Holocaust Project and the Legacy of Genocide
Thursday May 4, 2023 – December 2023
Between 1985 and 1993, Judy Chicago and Donald Woodman created a unique body of art combining painting and photography that explored the subject of the Holocaust, a subject that is largely absent from contemporary art (outside of the Jewish community). In 1987-88, they traveled to France, Germany, Austria, the Czech Republic, Poland, Russia, Israel and Japan (to explore the consequences of our use of the atom bomb), a journey that is chronicled in the panels on exhibition. During that time, they made many discoveries, the most startling was the fact that the Holocaust was viewed quite differently in many countries; in the U.S., most Holocaust presentations focus on the Jewish experience of genocide and suffering.

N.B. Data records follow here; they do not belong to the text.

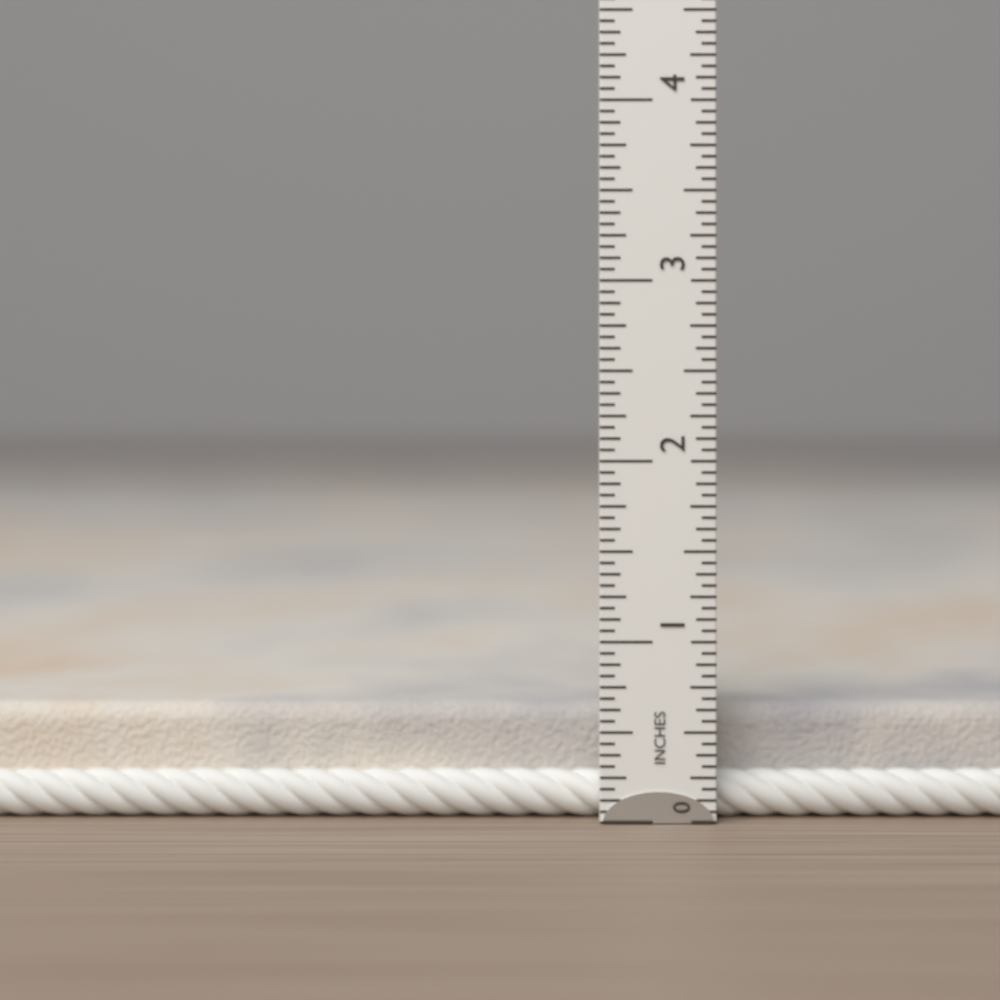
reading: 0.6250 in
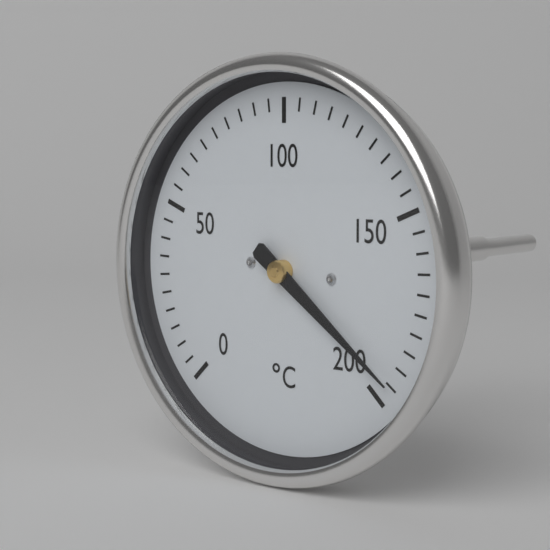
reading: 195 °C
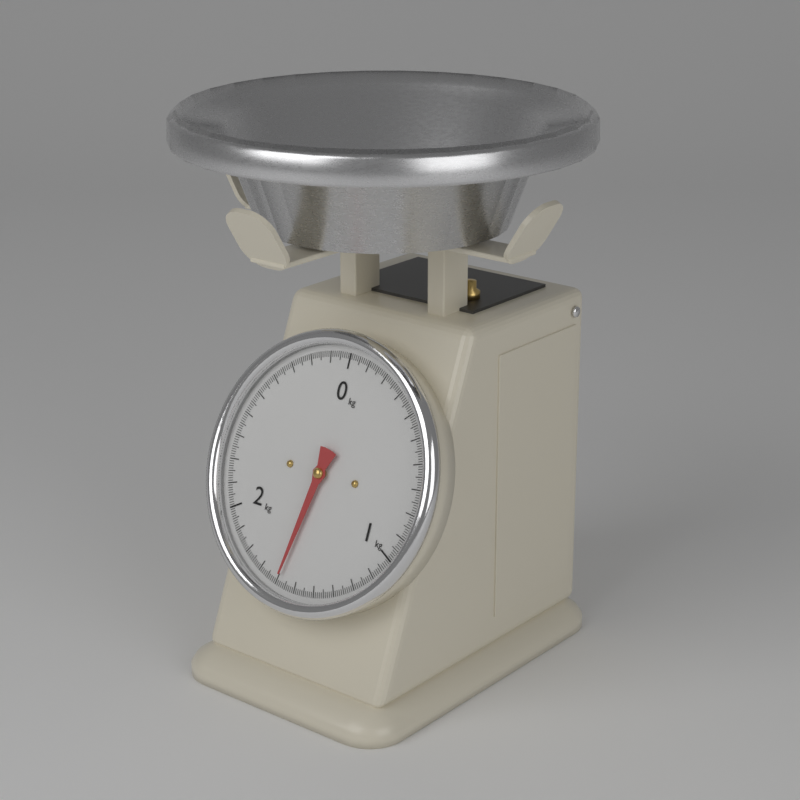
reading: 1.59 kg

The result of their travels was that their perspective gradually widened to include genocidal actions directed not only towards Jews and Gypsies but to other peoples (like native peoples here) and also, species (can not the deliberate destruction of millions of buffalo be considered genocide?). Moreover, as we watch tyrannical leaders (think; Rwanda, the former Yugoslavia and now, the Ukraine among many others) kill hundreds of thousands of people out of a quest for power equal to Hitler’s, it seems increasingly difficult to isolate the Holocaust from a tragic history that dates back to the Inquisition when Jews were targeted and forced to make their way to New Mexico in order to escape persecution and death and in the process, becoming what are now called crypto Jews.
This show is intended to raise important questions about the human capacity for evil and how to choose hope in a world that seems increasingly dark.